The purpose of the required signals is to attract and arrest attention. It assumes both the possibility and probability of inattention. The majority opinion assumes the fact of inattention and the impossibility of overcoming it. It may be that plaintiff would not have heard the bell had it been rung. But it seems to draw more heavily upon conjecture to say that he would not than that he would.
The testimony is consistent with plaintiff's statement that his car struck the engine or tender of the train. He was following another car at a distance of about two hundred feet. Considering plaintiff's speed (about twenty-five miles per hour), and the length of the train (nearly a quarter of a mile), it is difficult to see how he could have struck the caboose of a train which reached the crossing after the preceding automobile had passed the crossing and interposed itself between such car and that of plaintiff.
It is quite true that although failure to ring the bell or blow the whistle was negligence per se, it is not necessarily *315 a proximately contributing cause of the injury to the plaintiff. The majority opinion correctly states that "it is not within the legitimate province or power of a jury to convert a possibility into something more by the mere force of a verdict." Yet the writer is inclined to doubt whether it is within the legitimate province of this Court to depreciate a reasonable probability into something less by mere judicial fiat.

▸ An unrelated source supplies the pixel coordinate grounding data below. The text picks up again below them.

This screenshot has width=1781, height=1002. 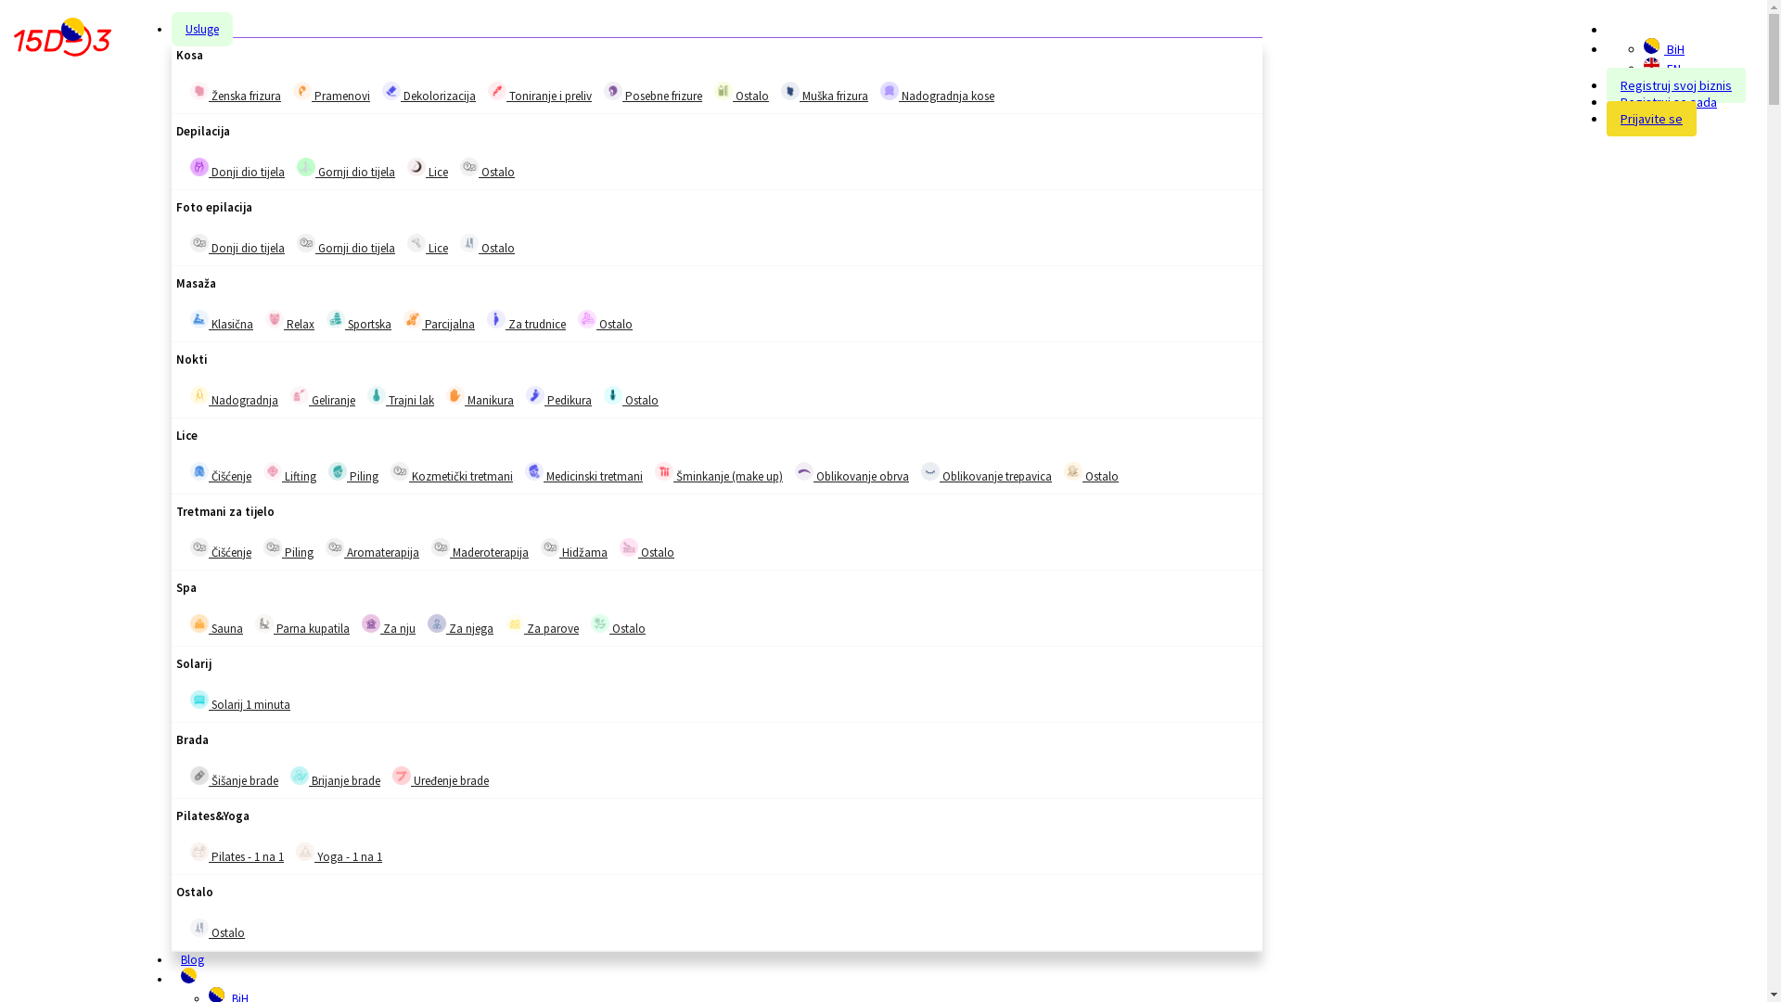 I want to click on Ostalo, so click(x=587, y=319).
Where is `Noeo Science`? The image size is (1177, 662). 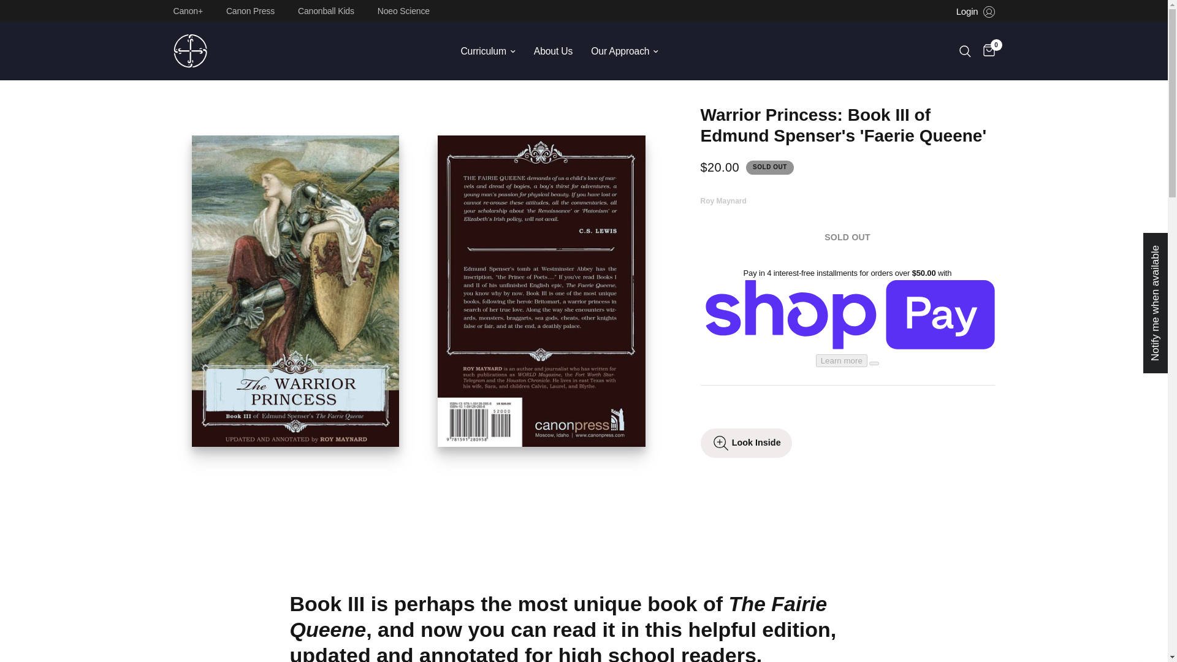
Noeo Science is located at coordinates (407, 10).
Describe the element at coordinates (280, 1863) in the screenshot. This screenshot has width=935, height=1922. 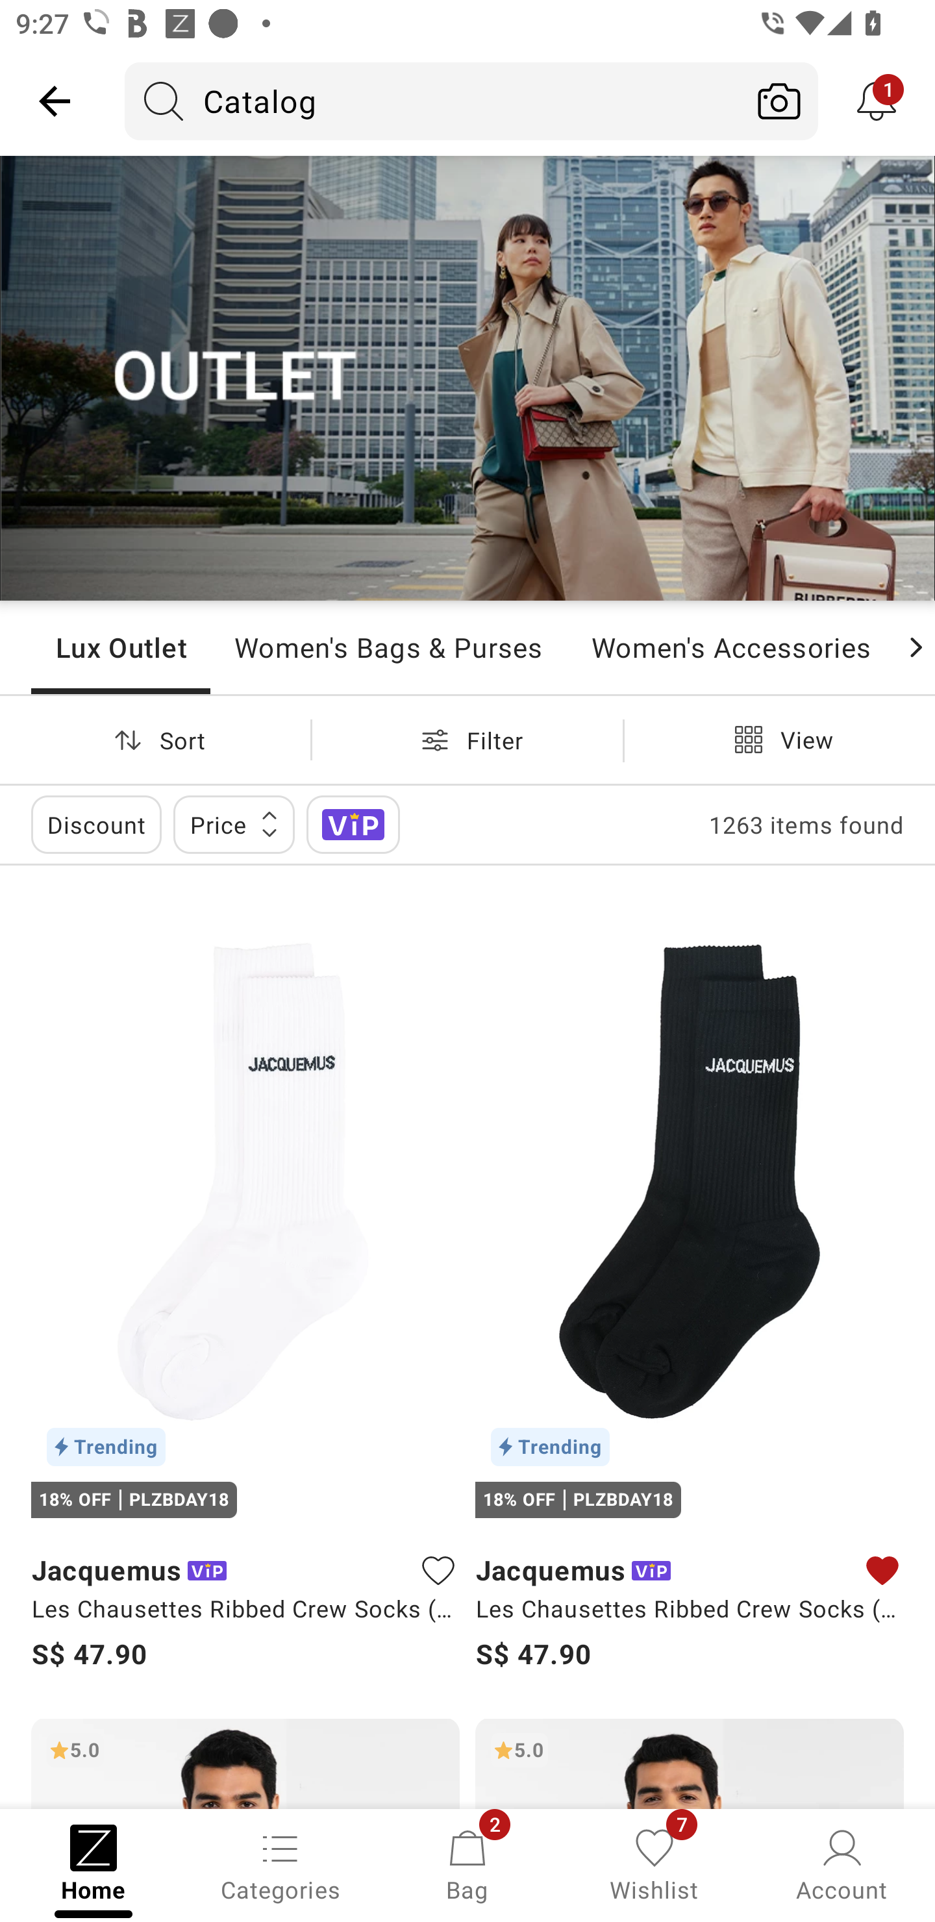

To say that the failure to ring the bell "disappears" as a substantial factor in the case, is euphemistically to describe as a voluntary withdrawal in the face of overpowering reason a situation where in fact this circumstance is forcibly liquidated by alien assumptions which have been allowed to invade the discussion. It may be that a trial jury, completely aware of its rights and duties, would in this case agree with the views of the majority of this Court. However, the nature of their ultimate verdict is important only to the parties. Our concern is to defend their right to function in the field of proximate cause.